School of Maskmaking

from dorohedoro

You can make magic masks from the corpses of creatures you’ve killed personally. Wearing these masks allows you to polymorph into the creature for a number of turns equal to your level, at which point the mask breaks and you resume your natural form. A mask takes up a number of significant items equal to 1+half HD, rounded down, and requires an hour to make.

School of Summoning

    1. You can make spirit traps from the corpses of creatures you’ve killed personally. Once you’ve made the spirit trap, you can summon the creature’s ghost whenever you like. It is immaterial and vanishes back into the afterlife if it leaves your line of sight. Spirits must answer any question you ask them, but only have a 4-in-6 chance of answering honestly (5-on-6 if you have exceptional Charisma).Summoning a spirit takes 1 turn.
    2. You can summon a minor demon in the form of a nine-eyed crow. If you feed it a drop of someone’s blood, it will tell you what they most desire. It will not perform any other service for you, but will do its best to convince you to perform evil acts as long as it stays in this world.
    3. You can summon a minor demon in the form of a black, furred serpent. If you feed it a lock of somebody’s hair, it will tell you their most shameful secret.

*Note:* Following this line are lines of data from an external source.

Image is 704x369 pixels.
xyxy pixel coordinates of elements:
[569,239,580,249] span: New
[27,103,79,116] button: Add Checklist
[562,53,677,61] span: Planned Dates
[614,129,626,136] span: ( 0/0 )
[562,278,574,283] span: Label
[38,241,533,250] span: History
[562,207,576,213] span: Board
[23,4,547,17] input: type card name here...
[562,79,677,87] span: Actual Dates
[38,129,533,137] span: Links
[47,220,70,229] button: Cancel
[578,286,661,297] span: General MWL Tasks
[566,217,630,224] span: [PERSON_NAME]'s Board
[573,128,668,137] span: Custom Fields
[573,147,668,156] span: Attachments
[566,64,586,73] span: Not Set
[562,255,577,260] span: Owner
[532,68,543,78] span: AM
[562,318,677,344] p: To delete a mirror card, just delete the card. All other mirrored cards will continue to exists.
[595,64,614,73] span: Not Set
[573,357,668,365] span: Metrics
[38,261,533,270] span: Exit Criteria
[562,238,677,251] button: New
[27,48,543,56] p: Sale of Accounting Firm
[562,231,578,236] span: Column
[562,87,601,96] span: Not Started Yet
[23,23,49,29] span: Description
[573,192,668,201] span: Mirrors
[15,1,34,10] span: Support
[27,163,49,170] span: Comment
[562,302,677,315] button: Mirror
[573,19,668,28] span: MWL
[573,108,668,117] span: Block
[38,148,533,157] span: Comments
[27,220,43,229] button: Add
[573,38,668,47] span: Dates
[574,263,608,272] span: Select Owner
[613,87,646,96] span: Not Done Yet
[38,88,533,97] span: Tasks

It will not perform any other service for you, but will do its best to convince you to perform evil acts as long as it stays in this world
    4. You can summon a demon of middling power to guard you. It adores you, utterly and stupidly, and will attack anyone who threatens you (or seems to threaten you) with suicidal ferocity. It has a number of HD equal to half your level, rounded down (minimum 1), and if it dies it cannot be summoned again for a number of days equal to its HD. Summoning and dismissing it takes 1 exploration turn.

    School of Dancing
    Magic dances are exhausting. For every turn you spend dancing, make a Constitution check. If you fail, take 1 point of Constitution damage. This damage heals at a rate of 1 point per week.

    1. Dance of Change: When you complete this dance, you may polymorph into a mundane animal with an HD of one or less. The transformation lasts for as long as you danced or until you choose to revert to your true form.
    2. Shatter Dance: Completing this dance breaks every mundane piece of glass within a number of feet equal to 10 times the number of Turns spent dancing.
    3. Dark Dance: Completing this dance extinguishes every torch, lamp, or other light source within a number of feet equal to 10 times the number of Turns spent dancing.
    4. Vorpal Dance: This dance ends by tracing a finger or toe across a flat surface. This creates a cut with a depth in inches equal to twice the number of turns you danced, regardless of material. 
    5. Arson Dance: When you perform this dance indoors, no fire within that structure can be extinguished until you leave or stop dancing. This may work in a limited area (such as a single story or wing) in very large buildings.   
    6. Wind Dance: As per Stormspeech. Lasts until you stop dancing.